In our conversations with clients, we've found that Spark is a go-to tool for many data engineering and analytics tasks. It's battle-tested, robust, and capable of handling virtually any amount of data. However, a common challenge we hear about is the difficulty in managing an organization's Spark deployment. Which clusters should be used? How many clusters are needed? Should you use EMR or EMR Serverless?


The answer often depends on the specific characteristics of your organization's data and workloads. However, there are some general guidelines that can help improve your total cost of ownership (TCO) without resorting to "it depends." At Underspend, we've benchmarked various Spark programs on different EC2 instances and found a difference of over 100% in the cost of running a given program. The key takeaway is that it's worth investing time to consider the instances being used for Spark, as the cost difference can be significant.

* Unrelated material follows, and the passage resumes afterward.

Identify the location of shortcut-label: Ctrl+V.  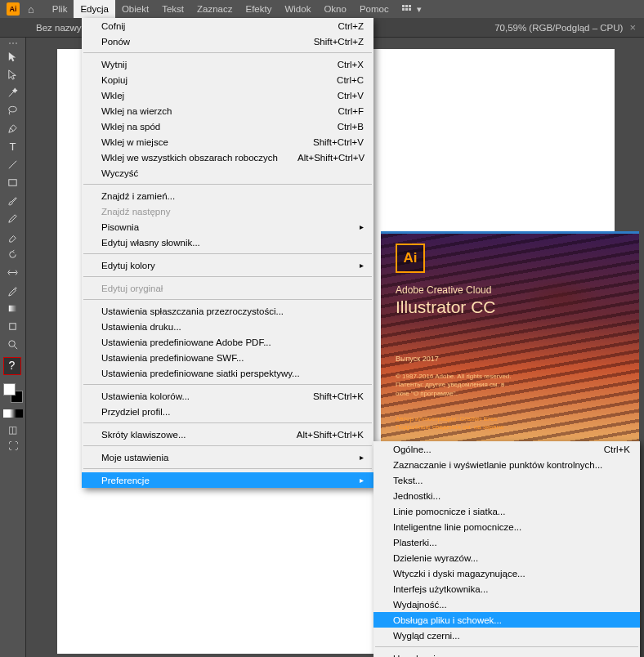
(341, 96).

Our results are based on a real-world PySpark program provided by one of our clients. The program does not use UDFs and is translated to clean Spark code, running on Spark 3.5.0. While the TPC-DS benchmark is commonly used and definitely has its uses, we've found that the program we used is more representative of what companies run in the real world. Here are our findings:



The most cost-effective instances were c7a.xlarge and c7g.xlarge, both showing meaningful improvements compared to their previous generation (c6a and c6g). The difference between the most expensive instance (r6i.xlarge) and the cheapest ones is $0.54, which is 142% of the cost of the query on the cheapest instance.


Your workloads might differ in various aspects (e.g., memory usage, data) from the one we tested. Nevertheless, if you're running a workload frequently, it's advisable to benchmark it on various instances and optimize the instance type to achieve the best total cost of ownership.